Classic VKDB (Days 2 Through 7)
The classic form appears in the first week, often triggered by low vitamin K in breast milk and poor early feeding. Bleeding typically occurs in the gastrointestinal tract, from the umbilical stump, from the nose, or at circumcision sites. This form generally has a good prognosis because the bleeding tends to happen in locations where it can be identified and managed quickly.
Late-Onset VKDB (2 Weeks to 6 Months)
Late-onset VKDB is the most dangerous form. It strikes between 2 and 12 weeks of age, sometimes as late as 6 months. About 50% of late-onset cases in Western countries present as intracranial hemorrhage, with rates reaching 82% in developing countries. Mortality ranges from 20% to 50%, and among survivors of brain bleeding, a significant portion have lasting neurological damage. One study of infants admitted to intensive care for vitamin K-related brain hemorrhage found that 38% died and another 38% had severe neurological problems at six months of follow-up. Underlying liver or digestive conditions sometimes contribute, but many cases occur in otherwise healthy breastfed babies who simply didn’t receive prophylaxis.
How Effective the Shot Is
Without the vitamin K shot, roughly 0.25% to 1.7% of newborns will develop early or classic VKDB. Babies who skip the shot are 81 times more likely to develop late-onset VKDB compared to those who receive it. Widespread use of the injection has reduced the incidence of late VKDB by up to 98%. Since the American Academy of Pediatrics began recommending the shot in 1961, VKDB has been nearly eliminated in the United States.
What the Shot Involves
The standard practice is a single intramuscular injection of phytonadione (the synthetic form of vitamin K1) given within the first six hours after birth. Babies weighing more than about 3.3 pounds receive a 1.0 mg dose; smaller or premature infants receive 0.5 mg. The injection goes into the thigh muscle. It’s a one-time shot that provides enough vitamin K to protect the baby through the vulnerable period while their gut bacteria develop and their diet begins supplying adequate amounts.

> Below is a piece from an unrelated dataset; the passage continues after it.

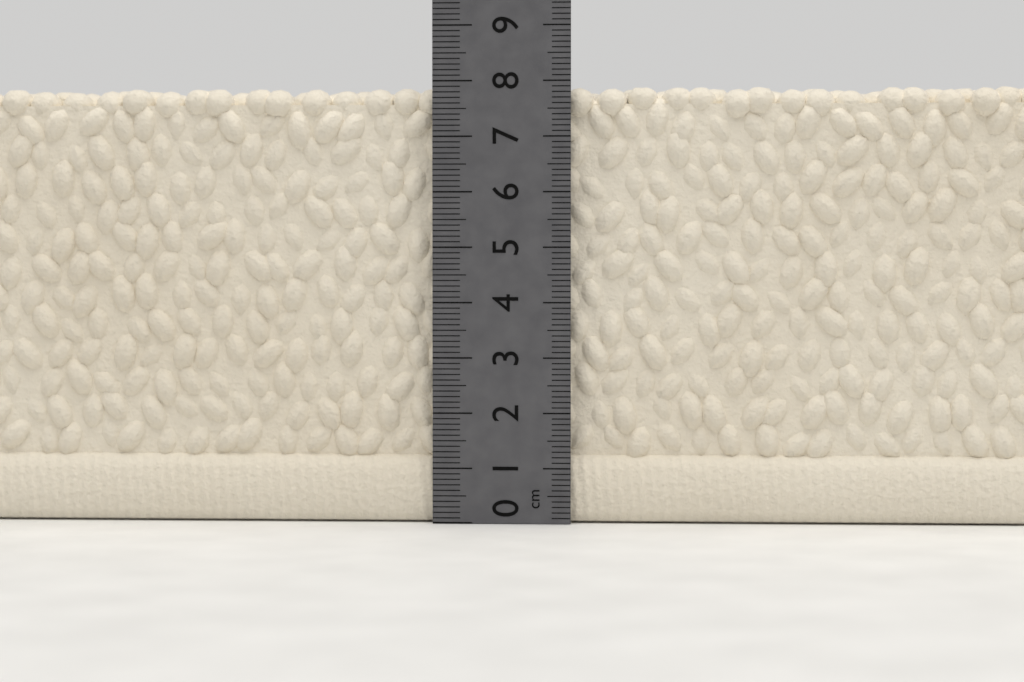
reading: 7.9 cm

Side effects are minimal. The most common reaction is brief discomfort at the injection site. In rare cases, particularly with doses higher than recommended, mild jaundice has been reported in newborns. Severe allergic reactions have been documented but are associated primarily with intravenous administration, which is not how the newborn shot is given.

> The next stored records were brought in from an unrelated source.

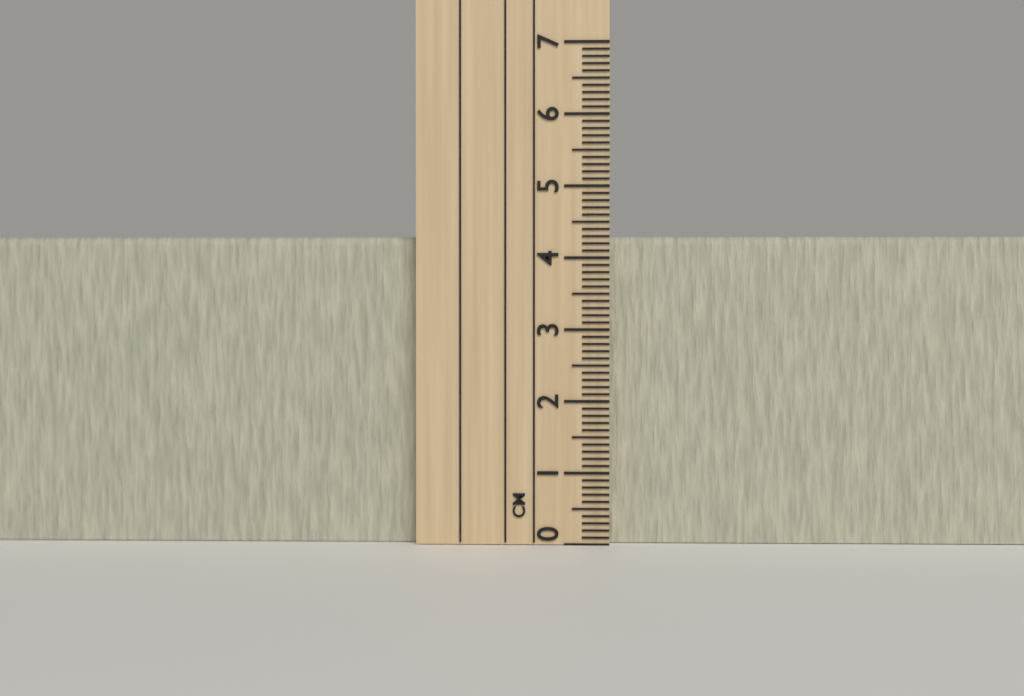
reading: 4.3 cm
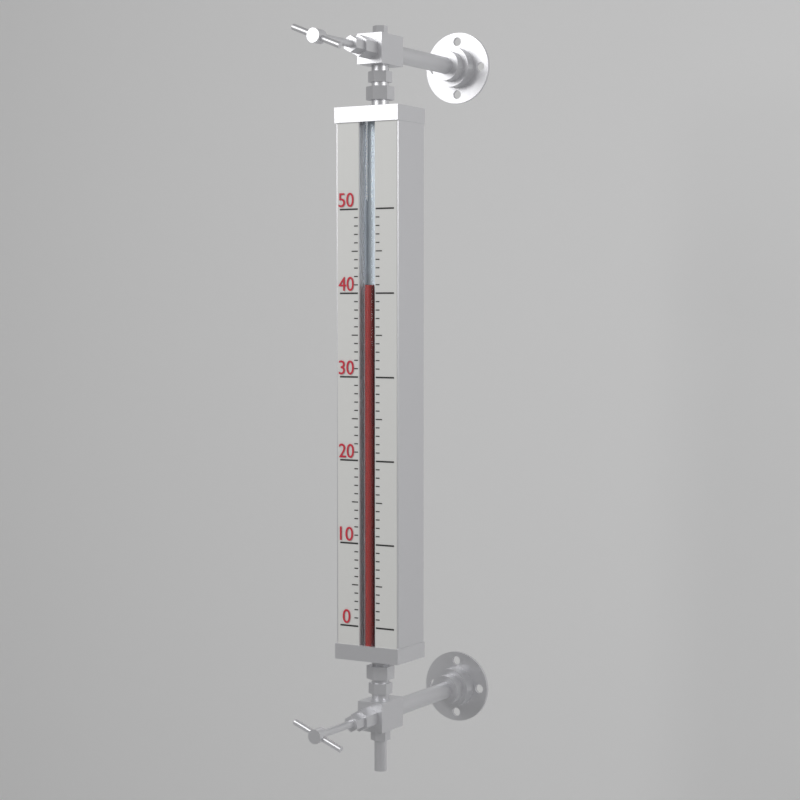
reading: 41 (no unit)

Oral Vitamin K as an Alternative
Some parents ask about oral vitamin K drops instead of the injection. Several European countries have used oral regimens involving multiple doses given over weeks or months. These regimens vary widely: some involve three doses given at birth, around one week, and at four weeks. Others require daily or weekly drops for the first three months.

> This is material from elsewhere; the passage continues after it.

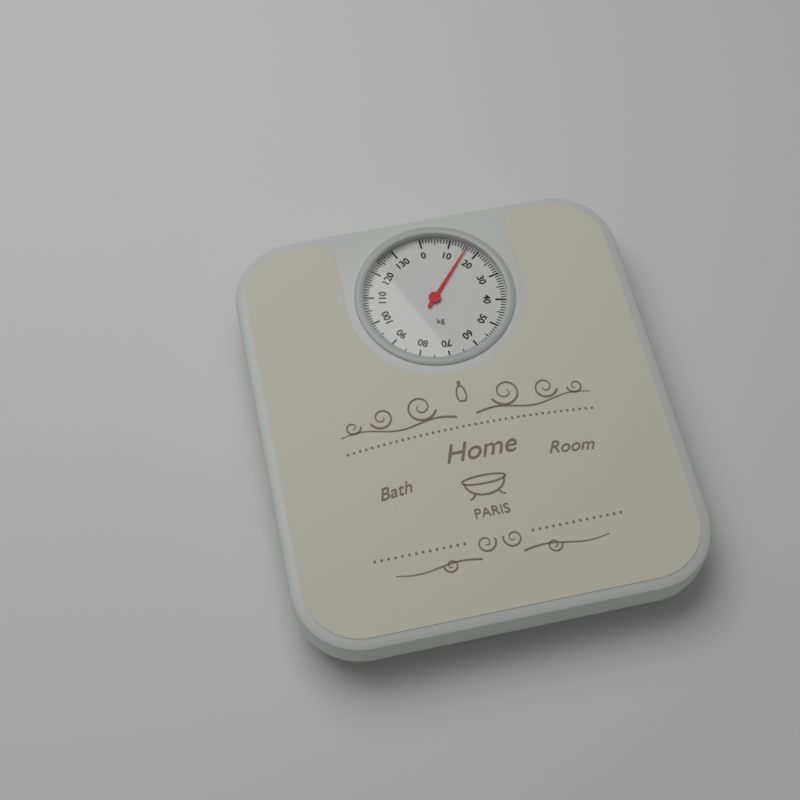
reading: 16 kg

All oral regimens are less effective than the single injection. Studies of oral prophylaxis still show VKDB rates of up to 2.8 per 100,000 births, while the shot brings rates close to zero. Oral vitamin K is not approved by the FDA for VKDB prevention in the United States and is not routinely used there. The main limitation is that oral doses are absorbed less reliably, and the protection depends on parents completing every scheduled dose over several weeks. For families who decline the injection, oral vitamin K provides partial protection, but pediatric guidelines consistently recommend the shot as the preferred option.